Community Support Team: Connecting Resources and Improving Lives ​

​Community Support Professionals Dorethia Miller and Lavar Hemphill’s workday tasks can bring them to a makeshift home under a bridge, a tent behind a downtown business or a morning interview at a fast food restaurant.

Both enjoy the unexpectedness and challenges of their role as part of the Community Support Team (CST) providing services in Gaston County. CST is a six-month program extending community-based services for individuals over the age of 18 with persistent mental illness, schizophrenia, bipolar disorder, mood disorders and co-occurring substance use disorders to achieve rehabilitative and recovery goals. CST is also available in Cleveland and Lincoln counties and each provides a 24/7/365 crisis phone line for additional help when support professionals are not available.

Community support team members can be described as a combination of many roles: resource advisor, shoulder to lean on, confidant, friend. Oftentimes, they see supports at their most vulnerable, and consequently, at their best, when goals and aspirations are met.
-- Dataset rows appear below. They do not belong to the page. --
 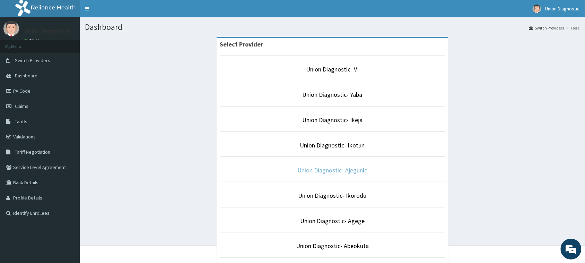 I want to click on span: Dashboard, so click(x=26, y=76).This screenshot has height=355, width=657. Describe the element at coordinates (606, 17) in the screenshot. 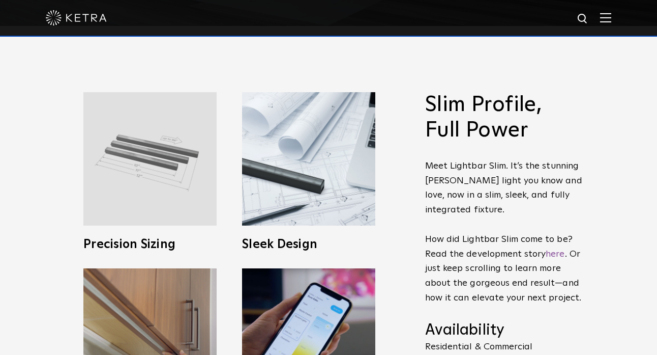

Jessica, 29, a divorced mom with four children, wishes for a more peaceful homelife with Miller’s help. “I have to do something because it is getting worse every second, every minute, every hour,” she told Miller during one recent session.

Miller and Jessica review her journal when they meet, where daily entries describe struggles with family members, as well as happy life events. The journal helps both the support and Miller document what has happened and as a tool to develop solutions.

Meanwhile, Hemphill spent an afternoon assisting 20-year-old support, Jesse, signing up for disability and Medicaid at the local Department of Health and Human Services office. From the age of six, Jesse moved within foster care. His eighteenth birthday meant aging out of a system that, at minimum, gave him a home. Deemed an adult, he turned to living on the street.

Hemphill is currently assisting Jesse in finding his first home. The young man has a number of mental and physical health issues including depression, anxiety, post-traumatic stress disorder, spina bifida and scoliosis.

“I fell through the cracks. I am so anxious to get off the streets . . . it is a never-ending struggle. If it wasn’t for Lavar, I wouldn’t be here right now. He keeps me down to earth,” Jesse said of Hemphill’s presence in his life.

With over 10 years working in some capacity of community service, Hemphill said no two days are ever the same. “I like the fact of someone who needs services, you link them and it changes their life,” he said.

“The most rewarding aspect of my job is when I see someone like Jesse, who doesn’t have his own home, eventually get an apartment and be in a stable condition – linking them to the community services and resources they need,” Hemphill added.

Photo captions: Top right, Community Support Professional Lavar Hemphill, right, discusses the afternoon’s progress and next steps with person supported Jesse; bottom, right, Community Support Professional Dorethia Miller counsels Jessica during a morning session at the Monarch Behavioral Health site in Cleveland County.